Longman Dictionary of Contemporary English
unchallengeable
adjective
EXAMPLES FROM CORPUS
▪ And even if, I repeat their findings were valid, enough unchallengeable evidence would remain to make them immaterial.
▪ As his mouth opened, Alan saw the gaps in his teeth, but his voice and his movements seemed unchallengeable.
▪ By contrast, the appeal of the industrial co-operative remains unchallengeable, its ecological niche exclusive to it.
▪ Certain principles and values are assumed to be unchallengeable and therefore to be nurtured.
▪ Indeed little of what had been unchallengeable orthodoxy since the 1920s remained untouched.
▪ Many leading scientists do not consider that science can give absolutely reliable and unchallengeable knowledge.
▪ The assertion that some particular type of conduct is morally wrong because it is may appear unsatisfactory but it is unchallengeable.
▪ When the procedure is correctly observed it is virtually unchallengeable.
Wiktionary
unchallengeable
a. Not open to challenge; indisputable
WordNet
unchallengeable
adj. not open to challenge; "unchallengeable facts"; "a position of unchallengeable supremacy"
Usage examples of "unchallengeable".
Yet to Margaret there was something identifiably American about these missing boys, a kind of cocksure combination of mischief and unstoppable optimism—as if each of them thought that his opinion would always be unchallengeable, his car never in the wrong lane.
Morphy soft-voiced and utterly dull pointed out one unchallengeable truth after another.
In England its position was strong but not unchallengeable, and outside England all the points were in the hands of its enemies.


Your goal:
Print every line of the records below exactly as it reads.
──────────
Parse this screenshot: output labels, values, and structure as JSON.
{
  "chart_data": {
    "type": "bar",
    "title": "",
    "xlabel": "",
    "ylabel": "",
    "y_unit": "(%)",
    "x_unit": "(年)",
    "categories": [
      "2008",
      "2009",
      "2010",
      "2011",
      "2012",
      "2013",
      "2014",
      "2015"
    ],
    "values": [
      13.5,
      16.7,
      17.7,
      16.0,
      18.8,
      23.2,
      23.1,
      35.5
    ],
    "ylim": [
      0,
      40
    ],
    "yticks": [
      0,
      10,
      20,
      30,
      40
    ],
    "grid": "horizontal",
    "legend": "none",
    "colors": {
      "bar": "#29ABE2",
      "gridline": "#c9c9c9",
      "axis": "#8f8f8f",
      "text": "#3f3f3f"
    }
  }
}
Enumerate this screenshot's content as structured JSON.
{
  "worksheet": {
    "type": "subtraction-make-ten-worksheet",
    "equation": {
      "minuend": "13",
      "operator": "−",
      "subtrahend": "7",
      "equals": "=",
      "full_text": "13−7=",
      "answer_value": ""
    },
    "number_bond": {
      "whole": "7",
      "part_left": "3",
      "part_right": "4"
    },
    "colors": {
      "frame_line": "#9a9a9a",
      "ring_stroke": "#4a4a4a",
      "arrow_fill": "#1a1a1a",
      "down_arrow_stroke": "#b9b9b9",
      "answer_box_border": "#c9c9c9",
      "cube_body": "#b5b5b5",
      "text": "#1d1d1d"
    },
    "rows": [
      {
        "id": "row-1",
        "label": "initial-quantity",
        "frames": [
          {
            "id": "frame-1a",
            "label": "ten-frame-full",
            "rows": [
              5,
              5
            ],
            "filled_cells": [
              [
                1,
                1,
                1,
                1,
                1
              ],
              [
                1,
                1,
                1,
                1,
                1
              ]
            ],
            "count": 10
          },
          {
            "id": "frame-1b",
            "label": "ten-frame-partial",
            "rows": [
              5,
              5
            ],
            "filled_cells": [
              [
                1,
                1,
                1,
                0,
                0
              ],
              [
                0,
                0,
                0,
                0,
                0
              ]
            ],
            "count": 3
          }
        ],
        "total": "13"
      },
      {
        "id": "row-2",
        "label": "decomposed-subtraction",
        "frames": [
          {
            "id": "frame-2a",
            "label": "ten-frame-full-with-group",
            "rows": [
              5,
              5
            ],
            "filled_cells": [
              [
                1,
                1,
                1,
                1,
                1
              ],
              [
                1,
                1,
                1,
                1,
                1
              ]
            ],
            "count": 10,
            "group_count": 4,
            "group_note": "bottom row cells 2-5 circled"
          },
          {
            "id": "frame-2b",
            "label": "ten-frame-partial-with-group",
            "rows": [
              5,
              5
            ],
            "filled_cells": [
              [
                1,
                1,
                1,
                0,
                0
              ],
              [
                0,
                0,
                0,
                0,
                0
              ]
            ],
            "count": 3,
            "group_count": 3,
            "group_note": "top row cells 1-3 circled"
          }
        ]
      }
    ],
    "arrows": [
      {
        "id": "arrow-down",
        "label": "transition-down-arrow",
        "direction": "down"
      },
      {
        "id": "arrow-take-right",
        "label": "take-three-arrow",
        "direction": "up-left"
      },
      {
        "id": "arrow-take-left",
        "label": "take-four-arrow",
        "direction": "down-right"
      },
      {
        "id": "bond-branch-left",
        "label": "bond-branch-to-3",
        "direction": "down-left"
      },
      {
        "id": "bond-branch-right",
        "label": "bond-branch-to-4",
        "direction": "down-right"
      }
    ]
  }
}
──────────
Response area:
Parse this screenshot: output labels, values, and structure as JSON.
{
  "chart_data": {
    "type": "bar",
    "title": "",
    "xlabel": "",
    "ylabel": "",
    "y_unit": "(%)",
    "x_unit": "(年)",
    "categories": [
      "2008",
      "2009",
      "2010",
      "2011",
      "2012",
      "2013",
      "2014",
      "2015"
    ],
    "values": [
      13.5,
      16.7,
      17.7,
      16.0,
      18.8,
      23.2,
      23.1,
      35.5
    ],
    "ylim": [
      0,
      40
    ],
    "yticks": [
      0,
      10,
      20,
      30,
      40
    ],
    "grid": "horizontal",
    "legend": "none",
    "colors": {
      "bar": "#29ABE2",
      "gridline": "#c9c9c9",
      "axis": "#8f8f8f",
      "text": "#3f3f3f"
    }
  }
}
Enumerate this screenshot's content as structured JSON.
{
  "worksheet": {
    "type": "subtraction-make-ten-worksheet",
    "equation": {
      "minuend": "13",
      "operator": "−",
      "subtrahend": "7",
      "equals": "=",
      "full_text": "13−7=",
      "answer_value": ""
    },
    "number_bond": {
      "whole": "7",
      "part_left": "3",
      "part_right": "4"
    },
    "colors": {
      "frame_line": "#9a9a9a",
      "ring_stroke": "#4a4a4a",
      "arrow_fill": "#1a1a1a",
      "down_arrow_stroke": "#b9b9b9",
      "answer_box_border": "#c9c9c9",
      "cube_body": "#b5b5b5",
      "text": "#1d1d1d"
    },
    "rows": [
      {
        "id": "row-1",
        "label": "initial-quantity",
        "frames": [
          {
            "id": "frame-1a",
            "label": "ten-frame-full",
            "rows": [
              5,
              5
            ],
            "filled_cells": [
              [
                1,
                1,
                1,
                1,
                1
              ],
              [
                1,
                1,
                1,
                1,
                1
              ]
            ],
            "count": 10
          },
          {
            "id": "frame-1b",
            "label": "ten-frame-partial",
            "rows": [
              5,
              5
            ],
            "filled_cells": [
              [
                1,
                1,
                1,
                0,
                0
              ],
              [
                0,
                0,
                0,
                0,
                0
              ]
            ],
            "count": 3
          }
        ],
        "total": "13"
      },
      {
        "id": "row-2",
        "label": "decomposed-subtraction",
        "frames": [
          {
            "id": "frame-2a",
            "label": "ten-frame-full-with-group",
            "rows": [
              5,
              5
            ],
            "filled_cells": [
              [
                1,
                1,
                1,
                1,
                1
              ],
              [
                1,
                1,
                1,
                1,
                1
              ]
            ],
            "count": 10,
            "group_count": 4,
            "group_note": "bottom row cells 2-5 circled"
          },
          {
            "id": "frame-2b",
            "label": "ten-frame-partial-with-group",
            "rows": [
              5,
              5
            ],
            "filled_cells": [
              [
                1,
                1,
                1,
                0,
                0
              ],
              [
                0,
                0,
                0,
                0,
                0
              ]
            ],
            "count": 3,
            "group_count": 3,
            "group_note": "top row cells 1-3 circled"
          }
        ]
      }
    ],
    "arrows": [
      {
        "id": "arrow-down",
        "label": "transition-down-arrow",
        "direction": "down"
      },
      {
        "id": "arrow-take-right",
        "label": "take-three-arrow",
        "direction": "up-left"
      },
      {
        "id": "arrow-take-left",
        "label": "take-four-arrow",
        "direction": "down-right"
      },
      {
        "id": "bond-branch-left",
        "label": "bond-branch-to-3",
        "direction": "down-left"
      },
      {
        "id": "bond-branch-right",
        "label": "bond-branch-to-4",
        "direction": "down-right"
      }
    ]
  }
}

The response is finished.